Putting Novell's SuSE Purchase In Perspective
An anonymous reader writes "
The editors over at NewsForge.com have combined their efforts to put today's big news about Novell's purchase of SUSE in perspective: what the news means in business terms and to the Linux community, today and in the future. A good read that includes quotes from industry insiders, IRC inhabitants, and NewsForge.com readers."
Another reader writes "This is a good analysis piece about how Linux has become Novell's lifeline, especially since NetWare's been dying...and post-Ximian."
In all fairness I doubt they could've whipped this buyout together that quickly. There must've been months of negotiations.
The RedHat thing might've played into the timing of the announcement, but I'm sure they would've done it either way.
You haven't used much netware have you ?
Novell servers have a rep for rock solid stability. They have been bricked into walls and run for years. I can't think of any working server that compares with netware for uptime, and when it comes to security take a look at the NSA ratings where novell stands.
What Novell is known for is reliability. Their directory services work a hell of alot better than Microsofts. This counts for alot in most corporate environments.
Simply put Novell linux has alot more corporate credibility than any other name except maybe (IBM or Microsoft) linux. This is a tremendous push forward for Linux in general. Especially when you consider they want the desktop and redhat just doesn't seem to care anymore.
... but it occurs to me that many of you youngsters may never have worked with Novell products at all.
If they have preserved their technical culture through the last eight or ten years, then Novell is likely to be a very, very good fit with Linux. Netware was always clumsy and arcane to administer, at least at first; the learning curve was steep. (sound familiar?) But once you understood it, you could see WHY they had done it the way they did, and their solutions were often brilliant. In exchange for up-front learning curve, you got power under the hood. (sound familiar?)
Windows was all sexy and nice-looking, and it was a lot easier to administer up front, but it didn't have anywhere NEAR the depth of thought behind it. As of NT 4.0, Microsoft's first real competition to Netware, things like print services were a joke. You could share a printer, sure, but what if you wanted to share a pool of printers? What if you wanted an automatic fallback to a backup printer that wasn't ordinarily in the pool? What if you wanted to share the same printer across several print queues? Even several print POOLS? With Novell, any of these things were easily possible, though they did take some time to get set up. (arcane, remember?) Things like this were just flat not possible on NT 4. I'm not sure they're doable even NOW, to be honest. And Microsoft introduced Active Directory, to great fanfare, with Windows 2000; Novell had Novell Directory Services something like FIVE YEARS BEFORE. It seemed to me that NDS was, as usual, better thought out and more powerful, but when I was looking at AD, my NDS experience was several years out of date, so that could be mistaken. (I never got much past beginner-level with either directory service, FWIW.)
At any rate, the buzz in the NT 4.0 timeframe was all about "application services". This was shorthand for "you can write and run your own server software", which was very difficult to do on Netware. Netware was an EXTREMELY closed architecture. If they have retained that mindset, that's going to be the biggest likely sticking point. Windows was more open and cheaper, so it prospered, just as Linux is completely open and cheaper still. Novell may have a hard time with this issue.
At any rate, Netware servers were nearly uncrashable. It could happen: I had one customer who could crash his server just by running a particular application. But by and large, you could literally install Netware on a PC, put it in the closet, and forget about it for five years. Or longer. It would just run and run and run and always work and never break. I'm DEAD SERIOUS when I say "five years uptime"; Novell reliability made even Linux look kind of amateurish. You could pretty much expect that once you turned off the monitor and left the room, that the server would continue to run until the hardware broke. It was that good.
Assuming they've preserved their technical culture , Novell probably knows more about reliability than any other living x86 software company. And they had this directory services stuff figured out six or eight years ago. They've had a lot of time to think about that problem. I've also heard good things about ZenWorks, though I haven't touched it myself.
This could be very good indeed. I'm seriously thinking about downloading SuSE now; I know it's not going to change over the short term, but if the marriage comes off (and, mind you, MOST tech company takeovers fail), LinuxWorks could become the de facto standard within a few years.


* **PROBLEM TO WORK ON**:
Beginning with the line where "Detect clothing. Return" appears, repeat every remaining line of the entries exactly, the last line included.

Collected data

....

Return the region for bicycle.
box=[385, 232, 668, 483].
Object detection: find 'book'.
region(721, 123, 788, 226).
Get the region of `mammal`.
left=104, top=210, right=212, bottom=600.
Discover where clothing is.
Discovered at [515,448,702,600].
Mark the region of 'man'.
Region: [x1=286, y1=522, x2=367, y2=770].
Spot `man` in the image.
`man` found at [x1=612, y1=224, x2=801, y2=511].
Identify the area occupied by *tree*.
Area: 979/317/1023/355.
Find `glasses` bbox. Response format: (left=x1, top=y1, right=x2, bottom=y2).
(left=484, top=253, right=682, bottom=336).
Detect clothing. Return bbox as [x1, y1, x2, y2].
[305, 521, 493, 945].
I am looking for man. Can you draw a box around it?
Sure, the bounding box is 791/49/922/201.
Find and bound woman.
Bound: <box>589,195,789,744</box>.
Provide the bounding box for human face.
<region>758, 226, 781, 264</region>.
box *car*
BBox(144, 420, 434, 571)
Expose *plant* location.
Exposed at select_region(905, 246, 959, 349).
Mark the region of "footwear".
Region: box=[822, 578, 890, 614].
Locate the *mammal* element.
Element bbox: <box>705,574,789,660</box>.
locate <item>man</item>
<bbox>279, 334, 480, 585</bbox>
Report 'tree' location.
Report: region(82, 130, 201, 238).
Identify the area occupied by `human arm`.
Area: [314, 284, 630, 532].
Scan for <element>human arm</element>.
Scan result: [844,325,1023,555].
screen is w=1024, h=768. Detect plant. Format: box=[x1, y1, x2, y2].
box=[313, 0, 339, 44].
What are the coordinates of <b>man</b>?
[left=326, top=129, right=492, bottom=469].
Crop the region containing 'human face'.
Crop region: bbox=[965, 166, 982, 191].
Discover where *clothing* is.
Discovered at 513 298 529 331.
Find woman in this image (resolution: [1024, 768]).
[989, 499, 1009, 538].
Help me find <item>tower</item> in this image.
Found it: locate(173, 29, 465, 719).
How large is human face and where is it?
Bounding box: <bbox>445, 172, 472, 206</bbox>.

....

* **THE COMPLETED TASK**:
Detect clothing. Return bbox as [x1, y1, x2, y2].
[305, 521, 493, 945].
I am looking for man. Can you draw a box around it?
Sure, the bounding box is 791/49/922/201.
Find and bound woman.
Bound: <box>589,195,789,744</box>.
Provide the bounding box for human face.
<region>758, 226, 781, 264</region>.
box *car*
BBox(144, 420, 434, 571)
Expose *plant* location.
Exposed at select_region(905, 246, 959, 349).
Mark the region of "footwear".
Region: box=[822, 578, 890, 614].
Locate the *mammal* element.
Element bbox: <box>705,574,789,660</box>.
locate <item>man</item>
<bbox>279, 334, 480, 585</bbox>
Report 'tree' location.
Report: region(82, 130, 201, 238).
Identify the area occupied by `human arm`.
Area: [314, 284, 630, 532].
Scan for <element>human arm</element>.
Scan result: [844,325,1023,555].
screen is w=1024, h=768. Detect plant. Format: box=[x1, y1, x2, y2].
box=[313, 0, 339, 44].
What are the coordinates of <b>man</b>?
[left=326, top=129, right=492, bottom=469].
Crop the region containing 'human face'.
Crop region: bbox=[965, 166, 982, 191].
Discover where *clothing* is.
Discovered at 513 298 529 331.
Find woman in this image (resolution: [1024, 768]).
[989, 499, 1009, 538].
Help me find <item>tower</item> in this image.
Found it: locate(173, 29, 465, 719).
How large is human face and where is it?
Bounding box: <bbox>445, 172, 472, 206</bbox>.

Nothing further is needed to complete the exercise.